More important, he has realized his ideas in quite amazing
imagery. His ironic sophistication notwithstanding, Barney
is a believer in the "meaning of meaning"in
the possibility of sense and of objects and actions to carry
it. His charged substances and ritualized sequences may be
ambiguous and his universe one of unrestrained dissemination,
but he is a master of sensecomplex, multilayered, exciting
sense. He makes the kind of art that cries out for interpretation.
There
are other artists of around the same generation who similarly
fabricate closed systems of private mythologythink of
the installations of Jason Rhoades or the paintings of Neo
Rauch. But in the world of the moving image Barney appears
to be a loner. Contemporary artists working close to cinema,
such as Pierre Huyghe and Douglas Gordon (do these two and
Barney really belong to the same century?), are often suspicious
of meaning as it is produced through narration; indeed they
could be said to introduce caesuras of nonmeaning and blankness
into the thick web of sense. Barneys works convey another
message.

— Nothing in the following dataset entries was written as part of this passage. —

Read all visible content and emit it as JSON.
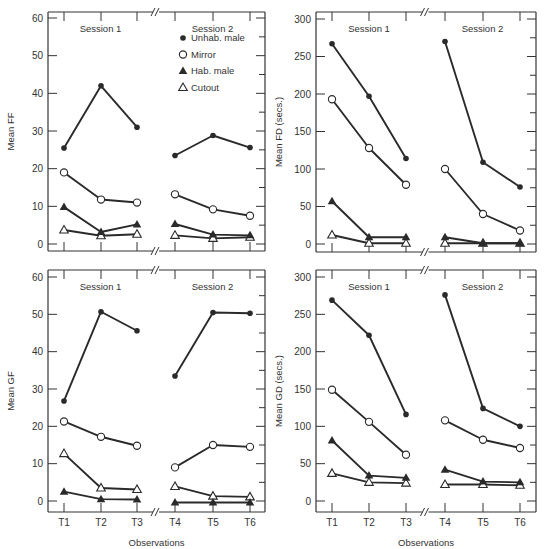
{
  "figure": {
    "xlabel": "Observations",
    "session_labels": [
      "Session 1",
      "Session 2"
    ],
    "x_ticks": [
      "T1",
      "T2",
      "T3",
      "T4",
      "T5",
      "T6"
    ]
  },
  "legend": [
    {
      "name": "Unhab. male",
      "marker": "filled-circle"
    },
    {
      "name": "Mirror",
      "marker": "open-circle"
    },
    {
      "name": "Hab. male",
      "marker": "filled-triangle"
    },
    {
      "name": "Cutout",
      "marker": "open-triangle"
    }
  ],
  "colors": {
    "line": "#2a2a2a",
    "frame": "#333333",
    "background": "#ffffff"
  },
  "chart_data": [
    {
      "type": "line",
      "title": "",
      "ylabel": "Mean FF",
      "xlabel": "",
      "categories": [
        "T1",
        "T2",
        "T3",
        "T4",
        "T5",
        "T6"
      ],
      "ylim": [
        0,
        60
      ],
      "yticks": [
        0,
        10,
        20,
        30,
        40,
        50,
        60
      ],
      "show_legend": true,
      "show_xticklabels": false,
      "series": [
        {
          "name": "Unhab. male",
          "values": [
            25.5,
            42,
            31,
            23.5,
            28.8,
            25.6
          ]
        },
        {
          "name": "Mirror",
          "values": [
            19,
            11.8,
            11,
            13.2,
            9.2,
            7.5
          ]
        },
        {
          "name": "Hab. male",
          "values": [
            9.8,
            3.2,
            5.2,
            5.3,
            2.5,
            2.3
          ]
        },
        {
          "name": "Cutout",
          "values": [
            3.7,
            2.2,
            2.6,
            2.3,
            1.5,
            1.8
          ]
        }
      ]
    },
    {
      "type": "line",
      "title": "",
      "ylabel": "Mean FD (secs.)",
      "xlabel": "",
      "categories": [
        "T1",
        "T2",
        "T3",
        "T4",
        "T5",
        "T6"
      ],
      "ylim": [
        0,
        300
      ],
      "yticks": [
        0,
        50,
        100,
        150,
        200,
        250,
        300
      ],
      "show_legend": false,
      "show_xticklabels": false,
      "series": [
        {
          "name": "Unhab. male",
          "values": [
            267,
            197,
            114,
            270,
            109,
            76
          ]
        },
        {
          "name": "Mirror",
          "values": [
            193,
            128,
            79,
            100,
            40,
            18
          ]
        },
        {
          "name": "Hab. male",
          "values": [
            57,
            9,
            9,
            9,
            1,
            1
          ]
        },
        {
          "name": "Cutout",
          "values": [
            12,
            1,
            1,
            1,
            1,
            1
          ]
        }
      ]
    },
    {
      "type": "line",
      "title": "",
      "ylabel": "Mean GF",
      "xlabel": "Observations",
      "categories": [
        "T1",
        "T2",
        "T3",
        "T4",
        "T5",
        "T6"
      ],
      "ylim": [
        -2.8,
        60
      ],
      "yticks": [
        0,
        10,
        20,
        30,
        40,
        50,
        60
      ],
      "show_legend": false,
      "show_xticklabels": true,
      "series": [
        {
          "name": "Unhab. male",
          "values": [
            26.8,
            50.7,
            45.6,
            33.5,
            50.5,
            50.3
          ]
        },
        {
          "name": "Mirror",
          "values": [
            21.3,
            17.2,
            14.8,
            9,
            15,
            14.5
          ]
        },
        {
          "name": "Hab. male",
          "values": [
            2.5,
            0.5,
            0.4,
            -0.4,
            -0.4,
            -0.4
          ]
        },
        {
          "name": "Cutout",
          "values": [
            12.7,
            3.5,
            3.1,
            3.9,
            1.3,
            1.1
          ]
        }
      ]
    },
    {
      "type": "line",
      "title": "",
      "ylabel": "Mean GD (secs.)",
      "xlabel": "Observations",
      "categories": [
        "T1",
        "T2",
        "T3",
        "T4",
        "T5",
        "T6"
      ],
      "ylim": [
        -14,
        300
      ],
      "yticks": [
        0,
        50,
        100,
        150,
        200,
        250,
        300
      ],
      "show_legend": false,
      "show_xticklabels": true,
      "series": [
        {
          "name": "Unhab. male",
          "values": [
            269,
            222,
            116,
            276,
            124,
            100
          ]
        },
        {
          "name": "Mirror",
          "values": [
            149,
            106,
            62,
            108,
            82,
            71
          ]
        },
        {
          "name": "Hab. male",
          "values": [
            81,
            34,
            31,
            42,
            26,
            25
          ]
        },
        {
          "name": "Cutout",
          "values": [
            37,
            25,
            24,
            22,
            22,
            21
          ]
        }
      ]
    }
  ]
}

The elaborate biology of sexual differentiation in
the fetus, the religious system of the Mormons, the infinitely
convoluted esotericism of Freemasonry and of the ancient Irish
mythsits all so blatantly meaningful. In fact
Barney is a myth machine, to the point where, it seems to
me, most writers have fallen into the hermeneutic trap, losing
themselves in the idea of hidden layers of signification.
(No doubt Barney will in due time get his own Arturo Schwarzwho
may already have appeared, in the guise of Neville Wakefield.)